Saturday 13 August 2011

REVIEW: EVISORAX 'ISLE OF DOGS' (SELF-RELEASED)

Spinning like a bottle to face the crustier end of grindcore, rather than any shrieking u-turn, Northern grinders Evisorax have merely tilted the goals and influences that existed on their 2008 EP 'Enclave' to take in a whole new swathe of aesthetic associations, helpfully backed up by the frantic lines of Womrot's Arif on the cover, art looks in danger of going septic and oozing pus at any second, and the knuckle-whitening, blood-vessel bursting extremity of post-Narcosis noise-manglers The Ergon Carousal, whose drummer Brod and vocalist Chris, have been inducted into the line-up.

You could be cynical, rub your chin, raise your eyebrows and suggest that Evisorax are following the warm Pacific current of hype in the direction of current favourites like Lycanthropy or The Afternoon Gentlemen, but that would be to ignore the how little has really changed, and how little time the band have had in order to contrive any bullshit on the scale following their two-label related fuckgasms and a complete band implosion. Sole surviving member, vocalist/guitarist Dan has always been channelling pure ferocity of early Napalm Death and Brutal Truth, and the pick-up torturing, hand-cramping gymnastics of Pig Destroyer (Scott Hull mastery being testament to that), but what has changed is the focus on the stop-start epileptic fits of songs that the generous would compare to Antigama and the cruel, or stupid, would attribute to Suicide Silence or whatever's currently shit and popular in the world of juddering idiot metal, shifting instead to a more drawn-out powerviolence dirge, dripping with muscle-tensing menace - no mean feat considering the songs, on average, are significantly shorter, to the point where their four-song EP is actually a minute or so longer than their seven-song album.

To say 'matured' to is to denigrate 'Enclave' as anything other than precise and purposeful, which it was - it's no embarrassing early fumble, of which most discographies are made. Instead 'Isle Of Dogs' feels like an old friend somehow changed, eyes ringed with pain and disappointment, following a break-up or a death in the family. You smile and make empty, meaningless conciliatory noises, but you're forever tense, on edge, teeth-gritted and anxious, expecting the mood to turn suddenly venomous when you say the world thing.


| WHAT NEEDS TO BE DONE |
Return verbatim the line containing "Image is 644x232 pixels." together with all lines that follow it, through the end of the records.

*** Opening of RECORD SET ***

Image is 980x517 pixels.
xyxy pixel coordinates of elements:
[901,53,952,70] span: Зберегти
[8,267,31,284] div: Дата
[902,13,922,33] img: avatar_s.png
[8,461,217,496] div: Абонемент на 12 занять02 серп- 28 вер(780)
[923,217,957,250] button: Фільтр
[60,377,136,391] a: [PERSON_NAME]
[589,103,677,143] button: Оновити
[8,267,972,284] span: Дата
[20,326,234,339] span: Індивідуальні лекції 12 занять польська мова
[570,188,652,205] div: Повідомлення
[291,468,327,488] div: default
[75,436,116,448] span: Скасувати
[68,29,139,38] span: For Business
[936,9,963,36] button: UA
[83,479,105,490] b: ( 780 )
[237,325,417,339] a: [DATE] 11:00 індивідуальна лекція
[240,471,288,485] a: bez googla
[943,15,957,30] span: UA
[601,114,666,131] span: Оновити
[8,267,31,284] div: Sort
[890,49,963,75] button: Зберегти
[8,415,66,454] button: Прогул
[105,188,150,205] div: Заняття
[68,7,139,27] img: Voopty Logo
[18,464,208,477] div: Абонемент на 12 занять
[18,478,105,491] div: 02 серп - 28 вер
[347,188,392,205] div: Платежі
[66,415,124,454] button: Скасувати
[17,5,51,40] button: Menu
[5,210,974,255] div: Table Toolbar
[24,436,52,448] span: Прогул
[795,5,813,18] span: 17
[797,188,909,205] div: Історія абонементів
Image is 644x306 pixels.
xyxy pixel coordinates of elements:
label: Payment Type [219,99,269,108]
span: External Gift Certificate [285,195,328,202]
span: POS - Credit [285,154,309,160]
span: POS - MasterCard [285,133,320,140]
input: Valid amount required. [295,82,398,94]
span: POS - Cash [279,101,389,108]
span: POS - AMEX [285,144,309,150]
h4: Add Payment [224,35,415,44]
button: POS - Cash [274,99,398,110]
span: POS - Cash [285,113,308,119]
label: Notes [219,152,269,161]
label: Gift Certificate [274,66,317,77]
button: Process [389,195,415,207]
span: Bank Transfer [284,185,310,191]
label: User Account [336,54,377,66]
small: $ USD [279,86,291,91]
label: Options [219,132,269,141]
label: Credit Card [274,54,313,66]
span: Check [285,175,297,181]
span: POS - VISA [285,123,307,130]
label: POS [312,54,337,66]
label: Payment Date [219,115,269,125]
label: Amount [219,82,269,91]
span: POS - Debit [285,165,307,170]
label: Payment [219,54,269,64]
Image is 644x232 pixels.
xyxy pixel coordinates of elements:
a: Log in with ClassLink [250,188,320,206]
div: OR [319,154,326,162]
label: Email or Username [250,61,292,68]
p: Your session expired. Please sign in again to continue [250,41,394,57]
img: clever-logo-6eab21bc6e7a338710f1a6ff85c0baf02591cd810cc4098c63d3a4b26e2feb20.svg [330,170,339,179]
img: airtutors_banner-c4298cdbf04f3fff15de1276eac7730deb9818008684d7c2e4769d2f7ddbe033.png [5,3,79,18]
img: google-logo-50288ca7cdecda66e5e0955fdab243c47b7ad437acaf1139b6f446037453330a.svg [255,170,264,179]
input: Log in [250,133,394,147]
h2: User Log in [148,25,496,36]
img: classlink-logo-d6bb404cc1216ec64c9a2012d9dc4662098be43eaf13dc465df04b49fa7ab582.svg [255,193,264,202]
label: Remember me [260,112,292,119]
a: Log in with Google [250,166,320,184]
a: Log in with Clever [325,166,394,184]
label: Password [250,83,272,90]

*** Close of RECORD SET ***

| EXERCISE RESULT |
Image is 644x232 pixels.
xyxy pixel coordinates of elements:
a: Log in with ClassLink [250,188,320,206]
div: OR [319,154,326,162]
label: Email or Username [250,61,292,68]
p: Your session expired. Please sign in again to continue [250,41,394,57]
img: clever-logo-6eab21bc6e7a338710f1a6ff85c0baf02591cd810cc4098c63d3a4b26e2feb20.svg [330,170,339,179]
img: airtutors_banner-c4298cdbf04f3fff15de1276eac7730deb9818008684d7c2e4769d2f7ddbe033.png [5,3,79,18]
img: google-logo-50288ca7cdecda66e5e0955fdab243c47b7ad437acaf1139b6f446037453330a.svg [255,170,264,179]
input: Log in [250,133,394,147]
h2: User Log in [148,25,496,36]
img: classlink-logo-d6bb404cc1216ec64c9a2012d9dc4662098be43eaf13dc465df04b49fa7ab582.svg [255,193,264,202]
label: Remember me [260,112,292,119]
a: Log in with Google [250,166,320,184]
a: Log in with Clever [325,166,394,184]
label: Password [250,83,272,90]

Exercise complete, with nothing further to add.